John Nixon’s Self-portrait (History painting), 1984, pictured top of page, is set to be exhibited next year in the Chau Chak Wing Museum. The collection of objects and paintings that make up this piece is closer to installation than sculpture. Two brown and two black paintings sit on the floor and lean against an old painted steel wheelbarrow, articulating its four sides, while a monochrome placard lies obliquely across the top of the empty tray. The work has an earthy materiality, with the rough, weathered surface of the rusted steel, and hessian and cardboard supports that lend distinctive texture to two of the paintings. Its forms are archetypal: the primitive barrow standing in for a history of heavy labour, and the placard for centuries of protest; Nixon would consider all its components to be paintings.
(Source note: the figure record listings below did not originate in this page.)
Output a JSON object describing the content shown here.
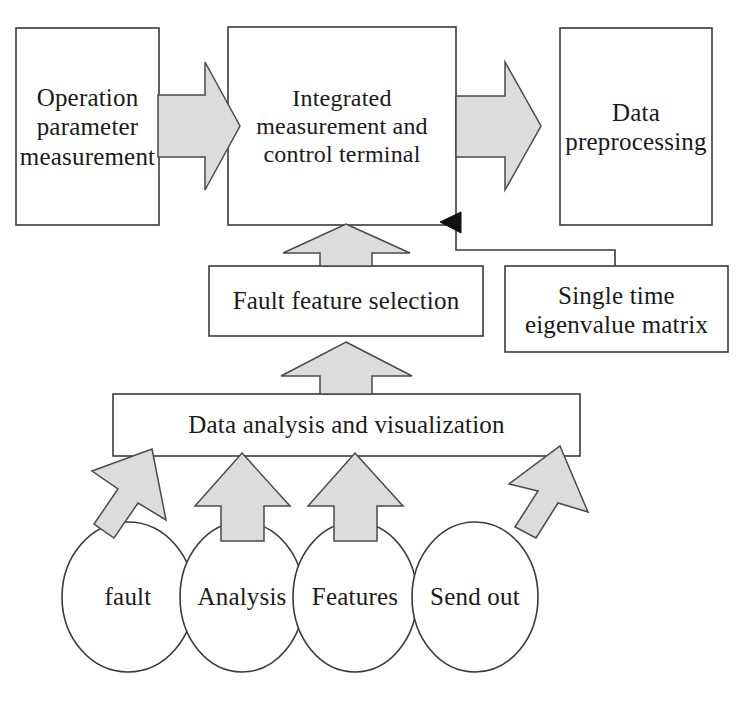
{
  "diagram": {
    "colors": {
      "background": "#ffffff",
      "box_fill": "#ffffff",
      "box_stroke": "#3a3a3a",
      "arrow_fill": "#dcdcdc",
      "arrow_stroke": "#4a4a4a",
      "solid_arrowhead": "#111111",
      "text": "#1a1a1a"
    },
    "nodes": {
      "operation_parameter": {
        "label": "Operation parameter measurement",
        "shape": "rectangle"
      },
      "integrated_terminal": {
        "label": "Integrated measurement and control terminal",
        "shape": "rectangle"
      },
      "data_preprocessing": {
        "label": "Data preprocessing",
        "shape": "rectangle"
      },
      "fault_feature_selection": {
        "label": "Fault feature selection",
        "shape": "rectangle"
      },
      "single_time_eigenvalue": {
        "label": "Single time eigenvalue matrix",
        "shape": "rectangle"
      },
      "data_analysis": {
        "label": "Data analysis and visualization",
        "shape": "rectangle"
      },
      "fault": {
        "label": "fault",
        "shape": "ellipse"
      },
      "analysis": {
        "label": "Analysis",
        "shape": "ellipse"
      },
      "features": {
        "label": "Features",
        "shape": "ellipse"
      },
      "send_out": {
        "label": "Send out",
        "shape": "ellipse"
      }
    },
    "connectors": [
      {
        "id": "op-to-terminal",
        "from": "operation_parameter",
        "to": "integrated_terminal",
        "style": "block-arrow",
        "direction": "right"
      },
      {
        "id": "terminal-to-preprocessing",
        "from": "integrated_terminal",
        "to": "data_preprocessing",
        "style": "block-arrow",
        "direction": "right"
      },
      {
        "id": "eigenvalue-to-terminal",
        "from": "single_time_eigenvalue",
        "to": "integrated_terminal",
        "style": "line-with-solid-arrowhead",
        "direction": "left"
      },
      {
        "id": "fault-feature-to-terminal",
        "from": "fault_feature_selection",
        "to": "integrated_terminal",
        "style": "block-arrow",
        "direction": "up"
      },
      {
        "id": "analysis-to-fault-feature",
        "from": "data_analysis",
        "to": "fault_feature_selection",
        "style": "block-arrow",
        "direction": "up"
      },
      {
        "id": "fault-to-analysis",
        "from": "fault",
        "to": "data_analysis",
        "style": "block-arrow",
        "direction": "up-right-tilted"
      },
      {
        "id": "analysis-node-to-analysis",
        "from": "analysis",
        "to": "data_analysis",
        "style": "block-arrow",
        "direction": "up"
      },
      {
        "id": "features-to-analysis",
        "from": "features",
        "to": "data_analysis",
        "style": "block-arrow",
        "direction": "up"
      },
      {
        "id": "sendout-to-analysis",
        "from": "send_out",
        "to": "data_analysis",
        "style": "block-arrow",
        "direction": "up-left-tilted"
      }
    ]
  }
}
In 1989 Nixon summarized his worldview in a diagram using the words ‘constructivism’, ‘conceptualism’, ‘dada’, ‘minimalism’, ‘Beuys’, ‘Duchamp’, ‘Schwitters’, ‘Malevich’, ‘nature’ and ‘culture’, conveying a resolutely international outlook. The emblematic abstract forms in this work, for example, though drawn from and reflecting his everyday environment, recall early Soviet constructivist art, as well as peasant and folk art. Nixon’s readymade objects are basic and plain, sharing the reductive aesthetic of the monochrome. Like the wheelbarrow, they are often drawn from the world of manual labour and suggest an ethic of production. While his art may be conceptually based, his work has an austere tactility rooted in things of human use.
This work is titled History Painting because the monochromes have been painted over earlier ‘rejected’ paintings. It thus represents a particular history within Nixon’s oeuvre. His art is always turning back on itself, re-presenting or re-interpreting the monochrome in each new installation. Constructed as an amalgam of radical modernist practices that have tested the conventions of art in the twentieth century, Nixon’s oeuvre paradoxically acquires authenticity only as an expression of his own lived experience: constituting a kind of self-portrait. This provocative link between the title and the work offers much for speculation. The monochrome, empty of illustrative content, is open to multiple interpretations. For Nixon perhaps it is therefore the most liberating representation of self, one in which the self is partly absorbed into the environment.
Written by Linda Michael
Extract from an essay to be published in an upcoming Chau Chak Wing Museum publication.